WASHINGTON–The Obama administration has proposed changing estate, gift-tax, annuity and life insurance tax rules to raise some of the revenue needed to pay for expanding access to subsidized health coverage.
If implemented, the proposed revisions would raise $12.7 billion in revenue over 10 years, administration officials predict.
The administration proposal apparently would affect the estate and gift tax system by requiring consistent valuation for transfer and income tax purposes, modifying rules on valuation discounts, and requiring a minimum term for grantor-retained annuity trusts, according to officials at the Association for Advanced Life Underwriting, Falls Church, Va.
The proposal also would modify the rules that apply to “certain life insurance contracts,” change the dividends-received deduction for “certain life insurance company separate accounts,” and expand the pro-rata interest expense disallowance.
The administration is justifying the changes by arguing that they target “valuation games played by those facing estate and gift taxes that allow them to undervalue transferred property.”
More details are supposed to come out later this afternoon.
COLI
William Sweetnam, a principal at the Groom Law Group, Washington, says the proposal might have a “big–and adverse–financial impact on companies” that buy corporate-owned life insurance.
“The provision, if enacted, would make it exceptionally expensive for companies to purchase these type of policies for their executives and employees,” Sweetnam says. The proposal would increase the cost of COLI by disallowing part of the interest expense incurred when companies buy contracts insuring executives and employees, he said.
The only exemption would be for a company that is buying a COLI policy insuring an individual who owns 20% or more of a business, Sweetnam said.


◆ Action item
The word "productivityservices" may appear in lines of the data below. Say how many lines hold it, giving only the number.

Figure dataset records
○ ○ ○ ○
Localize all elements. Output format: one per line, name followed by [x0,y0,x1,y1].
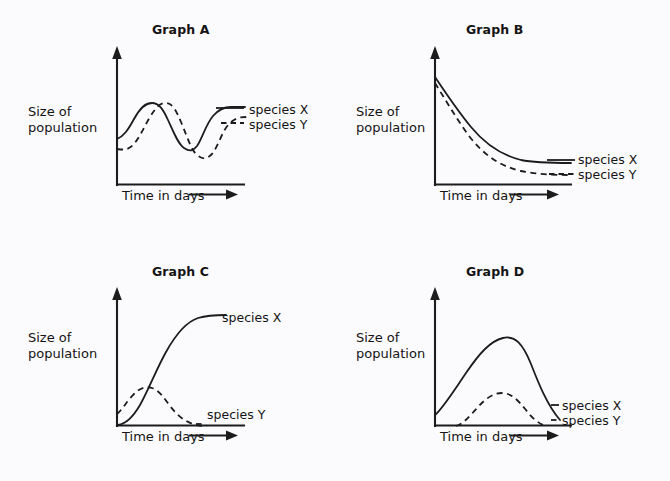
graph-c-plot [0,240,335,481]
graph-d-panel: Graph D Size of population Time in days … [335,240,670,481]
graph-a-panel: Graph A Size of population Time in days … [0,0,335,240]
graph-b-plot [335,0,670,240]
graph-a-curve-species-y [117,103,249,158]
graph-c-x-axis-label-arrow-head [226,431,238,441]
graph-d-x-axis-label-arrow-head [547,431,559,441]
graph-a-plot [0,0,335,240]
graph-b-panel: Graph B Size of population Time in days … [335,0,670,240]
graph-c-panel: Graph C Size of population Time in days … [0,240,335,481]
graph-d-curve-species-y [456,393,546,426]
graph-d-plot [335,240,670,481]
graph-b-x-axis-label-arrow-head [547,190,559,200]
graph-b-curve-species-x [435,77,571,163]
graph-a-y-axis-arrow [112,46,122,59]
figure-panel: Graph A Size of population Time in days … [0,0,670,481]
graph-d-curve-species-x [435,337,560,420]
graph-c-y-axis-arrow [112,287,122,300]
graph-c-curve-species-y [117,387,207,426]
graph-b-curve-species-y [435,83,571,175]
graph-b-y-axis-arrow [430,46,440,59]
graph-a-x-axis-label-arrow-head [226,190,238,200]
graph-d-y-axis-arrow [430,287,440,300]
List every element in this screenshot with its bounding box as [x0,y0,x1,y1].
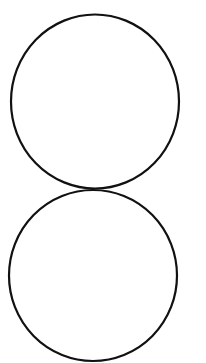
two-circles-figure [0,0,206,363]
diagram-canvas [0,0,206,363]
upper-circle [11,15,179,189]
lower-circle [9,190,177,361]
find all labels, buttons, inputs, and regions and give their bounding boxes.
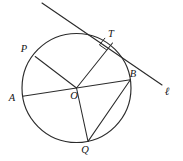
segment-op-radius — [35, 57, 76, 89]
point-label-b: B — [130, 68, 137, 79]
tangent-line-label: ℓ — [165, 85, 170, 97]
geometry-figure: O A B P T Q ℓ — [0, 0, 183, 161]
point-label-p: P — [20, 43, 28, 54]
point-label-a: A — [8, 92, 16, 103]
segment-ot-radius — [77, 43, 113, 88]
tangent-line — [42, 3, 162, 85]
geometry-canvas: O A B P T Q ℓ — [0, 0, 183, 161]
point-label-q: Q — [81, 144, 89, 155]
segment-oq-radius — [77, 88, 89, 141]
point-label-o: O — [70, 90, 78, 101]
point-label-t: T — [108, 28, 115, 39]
○ ○ ○ ○
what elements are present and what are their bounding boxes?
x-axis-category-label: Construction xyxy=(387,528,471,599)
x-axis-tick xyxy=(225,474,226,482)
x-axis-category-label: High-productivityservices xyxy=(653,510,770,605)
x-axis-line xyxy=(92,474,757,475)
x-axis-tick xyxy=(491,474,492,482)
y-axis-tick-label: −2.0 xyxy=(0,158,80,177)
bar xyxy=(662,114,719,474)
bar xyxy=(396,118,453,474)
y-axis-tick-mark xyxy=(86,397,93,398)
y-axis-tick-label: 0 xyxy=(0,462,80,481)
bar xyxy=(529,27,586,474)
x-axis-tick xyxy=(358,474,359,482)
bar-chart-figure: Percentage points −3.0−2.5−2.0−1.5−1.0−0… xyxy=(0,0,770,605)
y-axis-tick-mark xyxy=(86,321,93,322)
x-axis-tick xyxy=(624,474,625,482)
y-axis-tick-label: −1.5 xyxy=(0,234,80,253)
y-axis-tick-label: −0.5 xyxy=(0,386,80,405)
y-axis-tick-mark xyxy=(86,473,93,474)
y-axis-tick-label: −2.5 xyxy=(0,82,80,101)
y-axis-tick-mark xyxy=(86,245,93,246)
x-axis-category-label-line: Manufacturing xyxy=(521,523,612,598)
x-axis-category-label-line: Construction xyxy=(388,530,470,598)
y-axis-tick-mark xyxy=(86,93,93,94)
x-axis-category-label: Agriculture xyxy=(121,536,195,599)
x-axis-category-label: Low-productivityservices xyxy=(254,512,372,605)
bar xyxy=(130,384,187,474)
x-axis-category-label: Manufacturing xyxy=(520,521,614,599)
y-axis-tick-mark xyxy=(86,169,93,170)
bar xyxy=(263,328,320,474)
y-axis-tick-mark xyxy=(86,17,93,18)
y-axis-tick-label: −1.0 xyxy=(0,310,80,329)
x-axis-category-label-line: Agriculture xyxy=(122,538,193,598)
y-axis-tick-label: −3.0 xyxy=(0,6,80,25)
○ ○ ○ ○
◆ Result below
2